Ted & Sylvia is currently in production at Shepperton Studios


FOLLOWING UP A BIG HIT
The only problem with an artistic success is the pressure to repeat it. This was the problem faced by several talents this year.

Sam Mendes had an oscar winning success with American Beauty and this year followed it up with the altogether different, Road to Perdition.

Zadie Smith followed White Teeth with The Autograph Man, a novel which picks apart the modern religion of celebrity…

Donna Tartt's novel, The Secret History, was a huge success. But she waited a further ten years before bringing out, The Little Friend.

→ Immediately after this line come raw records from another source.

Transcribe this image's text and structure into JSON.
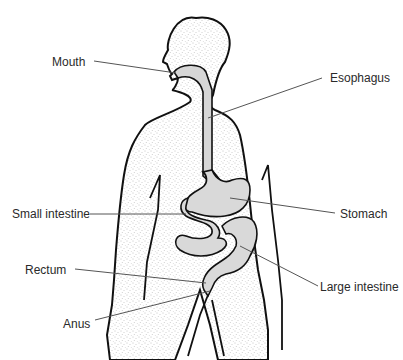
{
  "diagram": {
    "labels": {
      "mouth": "Mouth",
      "esophagus": "Esophagus",
      "small_intestine": "Small intestine",
      "stomach": "Stomach",
      "rectum": "Rectum",
      "large_intestine": "Large intestine",
      "anus": "Anus"
    },
    "colors": {
      "outline": "#111111",
      "body_stipple": "#8a8a8a",
      "organ_fill": "#d9d9d9",
      "leader_line": "#555555",
      "background": "#ffffff"
    }
  }
}
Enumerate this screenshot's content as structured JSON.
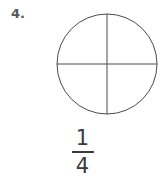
{
  "item": {
    "number_label": "4.",
    "shape_name": "circle",
    "total_parts": 4,
    "shaded_parts": 0,
    "divider_orientation": "vertical-and-horizontal"
  },
  "fraction": {
    "numerator": "1",
    "denominator": "4",
    "text": "1/4"
  },
  "colors": {
    "background": "#ffffff",
    "stroke": "#4a4a4c",
    "number_text": "#58585a",
    "fraction_text": "#3a3a3c"
  },
  "geometry": {
    "circle_center_x": 107,
    "circle_center_y": 64,
    "circle_radius": 50
  }
}
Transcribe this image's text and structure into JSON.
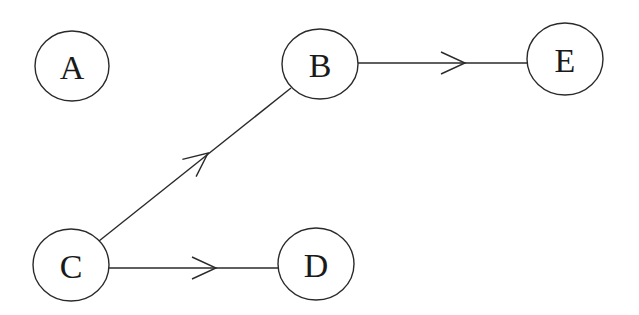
{
  "diagram": {
    "type": "directed-graph",
    "colors": {
      "stroke": "#2a2a2a",
      "background": "#ffffff",
      "text": "#1a1a1a"
    },
    "nodes": [
      {
        "id": "A",
        "label": "A",
        "cx": 72,
        "cy": 66,
        "rx": 37,
        "ry": 35
      },
      {
        "id": "B",
        "label": "B",
        "cx": 320,
        "cy": 64,
        "rx": 38,
        "ry": 35
      },
      {
        "id": "E",
        "label": "E",
        "cx": 565,
        "cy": 59,
        "rx": 38,
        "ry": 36
      },
      {
        "id": "C",
        "label": "C",
        "cx": 71,
        "cy": 265,
        "rx": 38,
        "ry": 36
      },
      {
        "id": "D",
        "label": "D",
        "cx": 316,
        "cy": 264,
        "rx": 38,
        "ry": 36
      }
    ],
    "edges": [
      {
        "from": "C",
        "to": "B",
        "x1": 99,
        "y1": 241,
        "x2": 291,
        "y2": 88,
        "tip_x": 208,
        "tip_y": 153
      },
      {
        "from": "B",
        "to": "E",
        "x1": 358,
        "y1": 63,
        "x2": 527,
        "y2": 63,
        "tip_x": 465,
        "tip_y": 63
      },
      {
        "from": "C",
        "to": "D",
        "x1": 109,
        "y1": 268,
        "x2": 278,
        "y2": 268,
        "tip_x": 216,
        "tip_y": 268
      }
    ]
  }
}
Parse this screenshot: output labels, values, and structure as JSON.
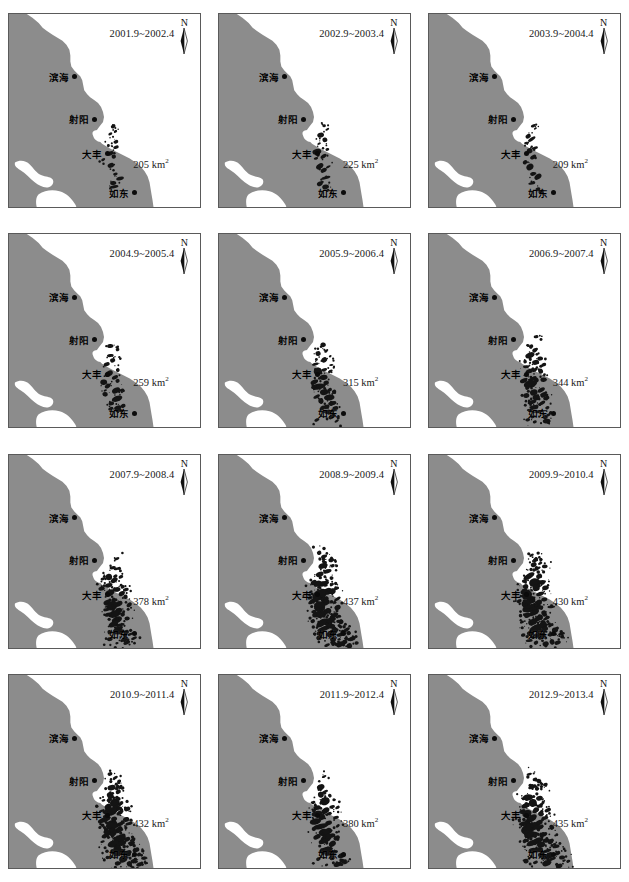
{
  "figure": {
    "unit_label": "km",
    "unit_exponent": "2",
    "north_letter": "N",
    "land_color": "#8c8c8c",
    "sea_color": "#ffffff",
    "patch_color": "#141414",
    "frame_color": "#5a5a5a",
    "cities": [
      {
        "name": "滨海",
        "x": 21,
        "y": 29
      },
      {
        "name": "射阳",
        "x": 31,
        "y": 51
      },
      {
        "name": "大丰",
        "x": 38,
        "y": 69
      },
      {
        "name": "如东",
        "x": 52,
        "y": 89
      }
    ]
  },
  "chart_data": {
    "type": "table",
    "xlabel": "Observation period",
    "ylabel": "Area (km2)",
    "categories": [
      "2001.9~2002.4",
      "2002.9~2003.4",
      "2003.9~2004.4",
      "2004.9~2005.4",
      "2005.9~2006.4",
      "2006.9~2007.4",
      "2007.9~2008.4",
      "2008.9~2009.4",
      "2009.9~2010.4",
      "2010.9~2011.4",
      "2011.9~2012.4",
      "2012.9~2013.4"
    ],
    "values": [
      205,
      225,
      209,
      259,
      315,
      344,
      378,
      437,
      430,
      432,
      380,
      435
    ],
    "ylim": [
      0,
      500
    ],
    "grid": false,
    "legend": "none"
  },
  "panels": [
    {
      "id": "p1",
      "period": "2001.9~2002.4",
      "area": "205",
      "area_x": 124,
      "area_y": 143,
      "density": 0.18
    },
    {
      "id": "p2",
      "period": "2002.9~2003.4",
      "area": "225",
      "area_x": 124,
      "area_y": 143,
      "density": 0.22
    },
    {
      "id": "p3",
      "period": "2003.9~2004.4",
      "area": "209",
      "area_x": 124,
      "area_y": 143,
      "density": 0.2
    },
    {
      "id": "p4",
      "period": "2004.9~2005.4",
      "area": "259",
      "area_x": 124,
      "area_y": 141,
      "density": 0.3
    },
    {
      "id": "p5",
      "period": "2005.9~2006.4",
      "area": "315",
      "area_x": 124,
      "area_y": 141,
      "density": 0.42
    },
    {
      "id": "p6",
      "period": "2006.9~2007.4",
      "area": "344",
      "area_x": 124,
      "area_y": 141,
      "density": 0.5
    },
    {
      "id": "p7",
      "period": "2007.9~2008.4",
      "area": "378",
      "area_x": 124,
      "area_y": 139,
      "density": 0.58
    },
    {
      "id": "p8",
      "period": "2008.9~2009.4",
      "area": "437",
      "area_x": 124,
      "area_y": 139,
      "density": 0.78
    },
    {
      "id": "p9",
      "period": "2009.9~2010.4",
      "area": "430",
      "area_x": 124,
      "area_y": 139,
      "density": 0.74
    },
    {
      "id": "p10",
      "period": "2010.9~2011.4",
      "area": "432",
      "area_x": 124,
      "area_y": 141,
      "density": 0.76
    },
    {
      "id": "p11",
      "period": "2011.9~2012.4",
      "area": "380",
      "area_x": 124,
      "area_y": 141,
      "density": 0.6
    },
    {
      "id": "p12",
      "period": "2012.9~2013.4",
      "area": "435",
      "area_x": 124,
      "area_y": 141,
      "density": 0.77
    }
  ]
}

Film director Christopher Nolan followed Memento with Insomnia.


SILENCE
Mike Batt is best-known as the composer-in-residence to The Wombles. On an album of classical compositions, he included a band of silence. He thought that it would be obvious even to a Womble that this was a jokey homage to John Cage, the late American who produced the totally silent composition 4"33'. However, the Cage estate failed to see the joke and sued for violation of copyright. After much discussion about whether silence could be trademarked, Batt agreed to make a goodwill payment to Cage's representatives, while insisting that he was not admitting theft. On the day of the settlement, Front Row brought Batt together with Nicholas Riddle, Managing Director of Cage's publishers, Peters Edition.


SIMON RATTLE
The classical music year was dominated by Sir Simon Rattle's first appearance in September as artistic director of the world's most famous orchestra, the Berlin Philharmonic. This month he's returned to conduct in London, opera this time at Covent Garden. Mark Lawson spoke to him during rehearsals for Sophie's Choice.


LIVERPOOL BIENNIAL
At Liverpool'S Biennial, artists were encouraged to treat the entire city as a gallery leading to the creation of Britain's most unusual hotel room. Front Row's John Wilson checked in.


ARTANGEL
Some of the most imaginative and surprising art works of the past decade have come about through the offices of Artangel, who commission projects and place them in unusual locations, outside the usual gallery or theatre or cinema. Among their achievements this year, were films by Steve McQueen about falling and Mike Figgis' documentary of a recreation of the clash between miners in police during the Miner's Strike.


LEO MCKERN
Leo McKern, who played television's cantankerous barrister Rumpole of The Old Bailey, died this year. The character's creator, Sir John Mortimer, spoke to Front Row.